EXERCISE GOAL:
Exact repetition of the data is the whole task.
[SUPPLIED ENTRIES Boundary: Start]
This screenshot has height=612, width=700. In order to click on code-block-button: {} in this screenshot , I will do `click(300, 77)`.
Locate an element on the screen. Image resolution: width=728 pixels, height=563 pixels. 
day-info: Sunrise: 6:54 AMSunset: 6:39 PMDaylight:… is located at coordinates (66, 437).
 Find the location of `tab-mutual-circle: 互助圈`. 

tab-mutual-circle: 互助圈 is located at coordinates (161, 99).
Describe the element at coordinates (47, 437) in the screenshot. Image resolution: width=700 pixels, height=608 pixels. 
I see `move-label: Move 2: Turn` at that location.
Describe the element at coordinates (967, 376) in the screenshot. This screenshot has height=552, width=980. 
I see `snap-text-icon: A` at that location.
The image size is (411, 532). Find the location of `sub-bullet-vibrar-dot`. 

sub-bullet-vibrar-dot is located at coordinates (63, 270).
[SUPPLIED ENTRIES Boundary: End]
PROBLEM SOLUTION:
This screenshot has height=612, width=700. In order to click on code-block-button: {} in this screenshot , I will do `click(300, 77)`.
Locate an element on the screen. Image resolution: width=728 pixels, height=563 pixels. 
day-info: Sunrise: 6:54 AMSunset: 6:39 PMDaylight:… is located at coordinates (66, 437).
 Find the location of `tab-mutual-circle: 互助圈`. 

tab-mutual-circle: 互助圈 is located at coordinates (161, 99).
Describe the element at coordinates (47, 437) in the screenshot. Image resolution: width=700 pixels, height=608 pixels. 
I see `move-label: Move 2: Turn` at that location.
Describe the element at coordinates (967, 376) in the screenshot. This screenshot has height=552, width=980. 
I see `snap-text-icon: A` at that location.
The image size is (411, 532). Find the location of `sub-bullet-vibrar-dot`. 

sub-bullet-vibrar-dot is located at coordinates (63, 270).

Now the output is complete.